Christian, the disciple of Lèvi, in his recent work on Magic, has made the explanation of the twenty-two hieroglyphics of the Tarot form part of the initiatory ceremonies of the Egyptian mysteries of Crata Repoa.
The symbols of three of the twenty-two Trumps of the Tarot were thus restored by Eliphas Lèvi.
7. The Chariot.--A cubical chariot with four columns, surmounted by an azure and star-decked canopy. Within the chariot and between the four columns stands a Conqueror crowned with a circlet, from which rise and shine three pentagrams of gold. On his cuirass are three right angles; and on his shoulders the Urim and Thummim symbolised by the two crescents of the Moon in increase and decrease. In his hand is a sceptre surmounted by a globe, a square, and a triangle. His attitude is proud and tranquil. To the Chariot is attached a double sphinx, or rather two sphinxes joined together; one of them turns its head, and they both look in the same direction. The sphinx which turns its head towards the other is black and menacing, the other is white and calm. On the square which forms the front of the Chariot we see the Indian lingam surmounted by the flying globe of the Egyptians.
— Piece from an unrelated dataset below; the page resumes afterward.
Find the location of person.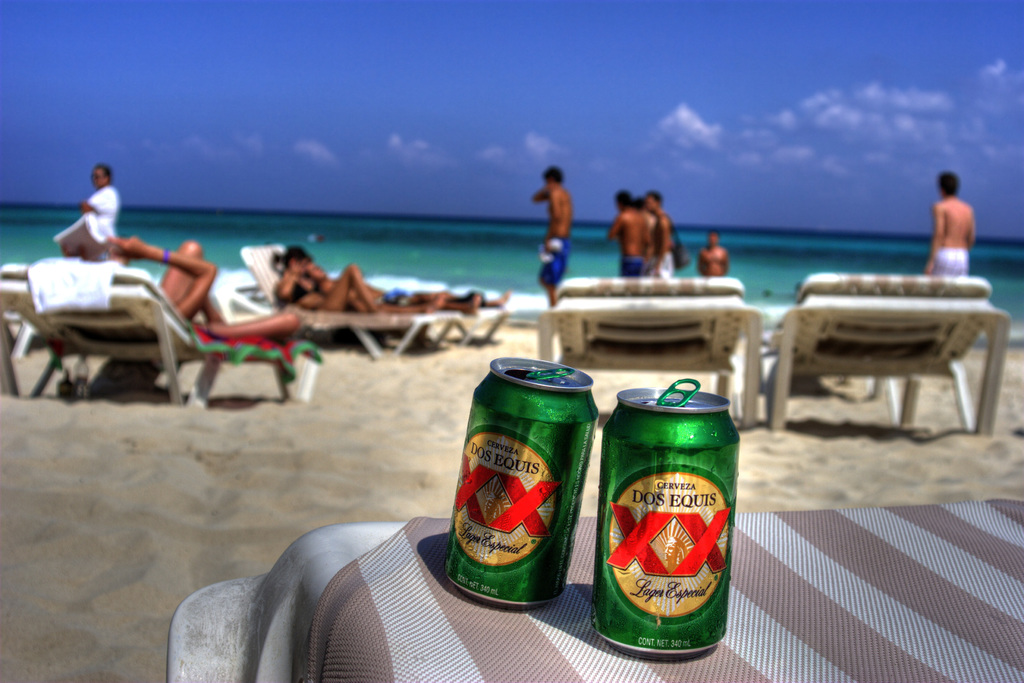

10. The Wheel of Fortune.--A wheel of seven spokes, the cosmogonical wheel of Ezekiel, with a dog-headed figure ascending on one side (Anubis, the Egyptian Mercury); and a demon descending on the other (the Egyptian evil deity, Typhon); the former of these bears a caduceus, the latter a trident; both figures are bound to the wheel. Above them is a sphinx at the balance-point of the wheel, holding a drawn sword between its lion's claws.
12. The Devil.--Throned on a cube above the Universe is a goat-headed, satyr-like figure, bearing on its brow the pentagram, apex upward, so as to make it a symbol of Light. With one hand it points upwards to the symbol of the Moon in increase, with the other downwards to that of the Moon in decrease, thus symbolising the eternal equilibrium of Mercy and Justice; the first two fingers and thumb of each hand are extended as in giving the sign of benediction. One arm is feminine, the other masculine. The torch of intelligence is placed between its horns, as the Magical Light of the Universal Equilibrium. The caduceus which holds the place of the generative organs signifies the eternity of life; the belly is covered with scales to represent Water; the circle above it is the atmosphere; the Wings are the emblem of the Volatile; and the deformed and goat-like feet rest upon the earth.
Space does not allow me to enter further into the subject, on which, indeed, several volumes might be written without exhausting it. I can only hope that this short treatise will suffice to give my readers some idea of the recondite meaning of the Tarot Cards, and how to employ them in divination.